If you’re an author and want to find out if your books were used to “train” Books3 without your knowledge or consent - which is the kind of bullshit we do need to put a lid on - the Atlantic now has you covered with a searchable database of titles used for the platform. (Link via my old mate Duane Swierczynski, who was somewhat ticked off to find his own there.)
“Put a lid on, John? But don’t human authors learn by reading others’ work too? Don’t they then produce books derived from that process which will then compete with your own? How is this kind of thing any different?”
A good question, mysterious devil’s advocate.
For starters, even if their works were hugely, directly derivative, it’s still the case that this process adds to and sustains the next generation of human artistic expression. And while some of that will be dross - if you’ve ever seen me try to draw a mammoth, you’ll know that for a fact - enough nuggets will make it through to enable the active enrichment of the culture and individual engagement with the creative process for the generations to come.
AI-generated (or “trainable algorithmic”; let’s not pretend these systems are “intelligent”) artistic works of any sort do not do that. They train nothing but themselves, and the capacity to auto-produce thousands upon thousands of works in moments both buries slower, manual creative pieces and discourages active engagement with the process - leaving only consumption. Their contribution to ongoing cultural endeavour and creation is, fundamentally, a net negative.
Secondly, even if we all start off by reading the books of others (or seeing the pictures or watching the movies or listening to the music or etc.) and thinking, Damn, I wish I could write a book like Tolkien, just without bloody eagles solving everyone’s problems, our own creations, particularly in a long form like prose fiction, are each individually tinted and shaped by the trillions of interactions and events and people we meet, from formative experiences growing up to fleeting moments and interactions in the street the day before.
These experiences and combinations of influencing factors are unique and changing - and there are analogues in all art forms. Even our shakiest, most beginner art carries these unique fingerprints - our most derivative art isn’t ultimately that derivative, and is still identifiably mine, or yours. Making a work that purely, perfectly mimics a source is actually very hard, as counterfeiters have found out for centuries; creation by committee - where those individual elements are sanded down through the inputs of others or in pursuit of universality - is maybe the closest we get, and not normally something we associate with a good product at the end.
No learning algorithm has that. Its only fingerprints are the degree to which it leans on existing work to produce a given style, and its flaws - the way ChatGPT can’t resist introducing characters by their profession, say. And those flaws are being trained out of each successive generation, and will be the same for all their output, across that same vast volume of production. They have nothing new or uniquely different to add - and even if they were trained for “quirks”, those quirks will be limited by the scope of their design and the parameters laid out for them. Until learning algorithms walk amongst us, their experiences and influences are only static recordings of our own, regurgitated back to us.

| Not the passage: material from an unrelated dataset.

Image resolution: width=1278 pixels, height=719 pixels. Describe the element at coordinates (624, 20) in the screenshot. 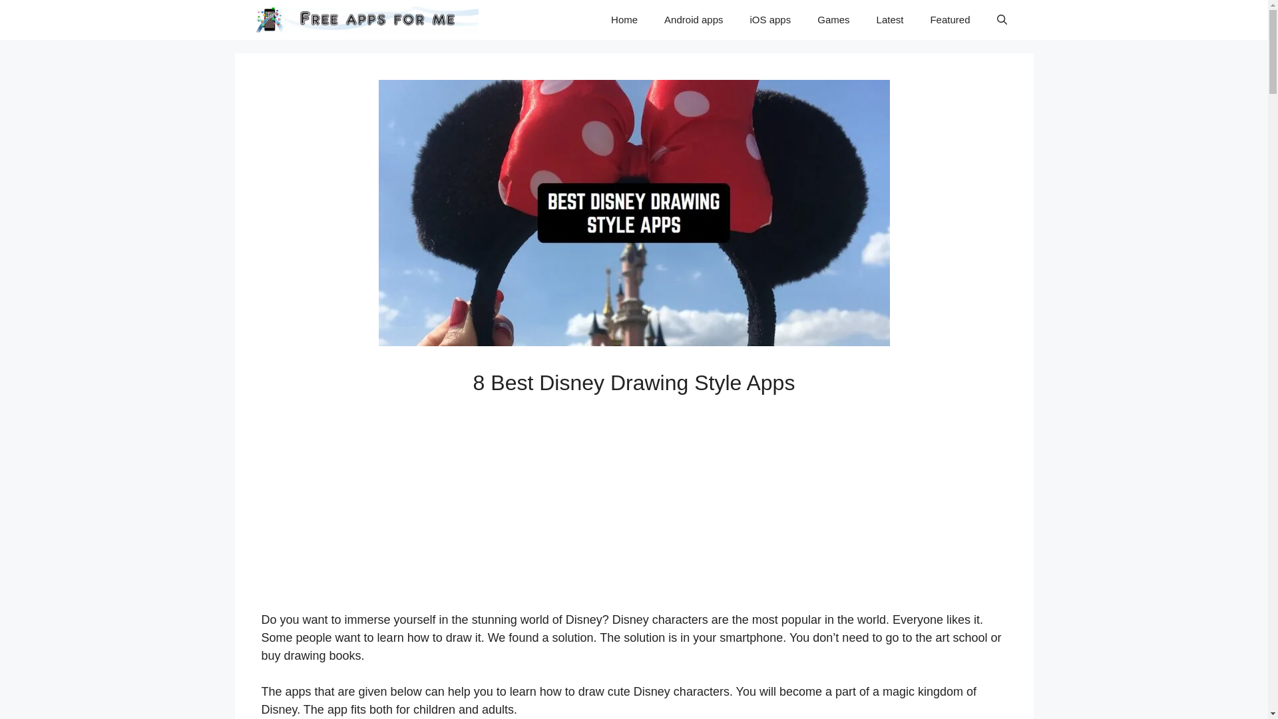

But ultimately, regardless of how effective it might become, this is a technology that solves a problem which doesn’t exist. This isn’t labour-saving in the way that a washing machine is, or even the way that an assembly line machine is (allowing for a whole line of very good argument about the replacement of manually skilled human workers in many fields where both volume and standard quality were perfectly achievable, for purely cost/profit reasons and the enrichment of those at the top). It’s not freeing people from a previously lengthy but necessary chore or enabling the reliable production of a necessary product whose daily demand is in the thousands of units within extremely fine tolerances. It doesn’t make things better than they could be before.
The creation of art - as much as finishing a novel can be like pulling teeth at times; we’ve all been there - is itself a worthwhile, positive and often enjoyable process. There’s a reason storytelling, painting, singing and the like have survived as universal pastimes since prehistory. Its consumption is in part the sharing in that process, walking in someone else’s shoes for a time, feeling someone else’s imagination touch your own.
Why would you want to shortcut that? What’s gained by doing so? I could take a pill to guarantee 8 hours of blank unconsciousness every night and never need to dream, or have a gastric tube fitted and never have to eat - but why the hell would I?